Photo by Alejandra O’Connell-Domenech
Photo by Alejandra O’Connell-Domenech

A light drizzle started as parents began shouting ‘save the test!’ on a dark street in front of P.S. 7 in Elmhurst on Oct. 23 as Community Education Council 24 and two representatives from the Department of Education came together to discuss Mayor Bill de Blasio’s proposal to phase out the city’s Specialized High School Admissions Test (SHSAT).

“Where was the mayor when his son was in school?” asked Charlie Varuska, an Elmhurst parent, who views de Blasio’s proposal to end the test as an insincere political move that will perpetuate racial inequality instead of mitigating it.

According to the DOE representatives present at the meeting, the city is proposing that top 7 percent of students from each middle school be offered admission to a specialized high school.

Parents inside of the auditorium shouted over DOE representatives repeatedly in protest of the proposed change and had to be asked by committee members to compose themselves four times.

Parents were worried that with out the SHSAT the quality of specialized high school classes might go down since the definition of a top student at each middle school might be different.

New York City 8th and 9th grade students take the three hour exam if they want to enter into one of city’s eight specialized high schools, Bronx High School of Science, Brooklyn Latin School, Brooklyn Technical High School, High School for Math, Science and Engineering at City College, High School for American Studies at Lehman College, Queens High School for Sciences at York College, Staten Island Technical High School, and Stuyvesant High School.

The exam tests students potential to perform well in a specialized high school based off of their English and math skills and is the only determining factor in admission.

Students who take the SHSAT are ranked from highest to lowest composite score.

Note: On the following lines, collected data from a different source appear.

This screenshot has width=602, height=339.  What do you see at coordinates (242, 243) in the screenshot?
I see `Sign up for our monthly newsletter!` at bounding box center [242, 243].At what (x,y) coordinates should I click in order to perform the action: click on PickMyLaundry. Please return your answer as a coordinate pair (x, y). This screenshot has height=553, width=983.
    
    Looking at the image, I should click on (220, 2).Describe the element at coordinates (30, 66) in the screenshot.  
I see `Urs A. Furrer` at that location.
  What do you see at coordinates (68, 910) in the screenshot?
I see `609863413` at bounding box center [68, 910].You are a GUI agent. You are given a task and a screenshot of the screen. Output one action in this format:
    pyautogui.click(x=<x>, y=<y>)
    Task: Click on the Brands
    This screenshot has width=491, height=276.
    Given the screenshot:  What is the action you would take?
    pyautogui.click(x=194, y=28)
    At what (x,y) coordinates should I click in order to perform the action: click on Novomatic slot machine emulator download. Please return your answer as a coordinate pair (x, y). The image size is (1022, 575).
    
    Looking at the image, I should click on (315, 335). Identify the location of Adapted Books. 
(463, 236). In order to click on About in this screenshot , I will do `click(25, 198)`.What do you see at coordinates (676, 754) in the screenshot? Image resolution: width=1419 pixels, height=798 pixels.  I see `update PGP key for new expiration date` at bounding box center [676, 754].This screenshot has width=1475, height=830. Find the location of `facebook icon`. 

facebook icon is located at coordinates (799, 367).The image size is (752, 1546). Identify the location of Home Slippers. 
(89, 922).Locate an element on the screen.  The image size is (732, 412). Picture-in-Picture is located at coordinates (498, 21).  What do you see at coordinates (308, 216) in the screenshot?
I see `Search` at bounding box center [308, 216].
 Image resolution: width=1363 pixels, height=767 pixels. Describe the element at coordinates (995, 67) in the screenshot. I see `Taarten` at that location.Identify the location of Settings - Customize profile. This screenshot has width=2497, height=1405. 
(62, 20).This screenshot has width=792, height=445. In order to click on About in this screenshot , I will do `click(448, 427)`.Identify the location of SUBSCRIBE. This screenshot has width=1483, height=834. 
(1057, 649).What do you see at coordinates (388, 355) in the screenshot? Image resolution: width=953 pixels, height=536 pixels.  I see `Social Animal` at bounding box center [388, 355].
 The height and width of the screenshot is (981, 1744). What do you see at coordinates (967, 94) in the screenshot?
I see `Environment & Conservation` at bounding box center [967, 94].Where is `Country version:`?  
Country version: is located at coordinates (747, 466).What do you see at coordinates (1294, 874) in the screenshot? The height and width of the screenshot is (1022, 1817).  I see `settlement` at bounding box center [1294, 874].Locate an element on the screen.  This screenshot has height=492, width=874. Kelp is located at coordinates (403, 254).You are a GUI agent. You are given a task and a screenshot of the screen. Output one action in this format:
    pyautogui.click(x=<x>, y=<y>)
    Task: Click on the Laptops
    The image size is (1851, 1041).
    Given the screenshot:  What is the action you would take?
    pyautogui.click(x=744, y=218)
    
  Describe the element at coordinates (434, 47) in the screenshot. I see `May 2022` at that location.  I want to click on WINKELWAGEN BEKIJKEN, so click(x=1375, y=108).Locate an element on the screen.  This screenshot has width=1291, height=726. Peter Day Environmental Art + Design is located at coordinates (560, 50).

Students are then assigned in order to their first-choice specialized high school until all seats are filled.

The majority of protesting parents outside of  P.S. 7 and inside of its auditorium during the meeting were Asian American who believed that the proposal disproportionately hurt them since the vast majority of top scoring SHSAT takers are Asian students followed by white students. The proposal is an attempt to include more Latino and black students in specialized high schools since the vast majority of admission is offered to white and Asian test takers. In 2018, only 4.1 percent of the students that were offered admission to a New York City specialized high school were black and only 6.3 percent were Hispanic.

“This is the progress of eugenics and we need to stop it,” said Varuska.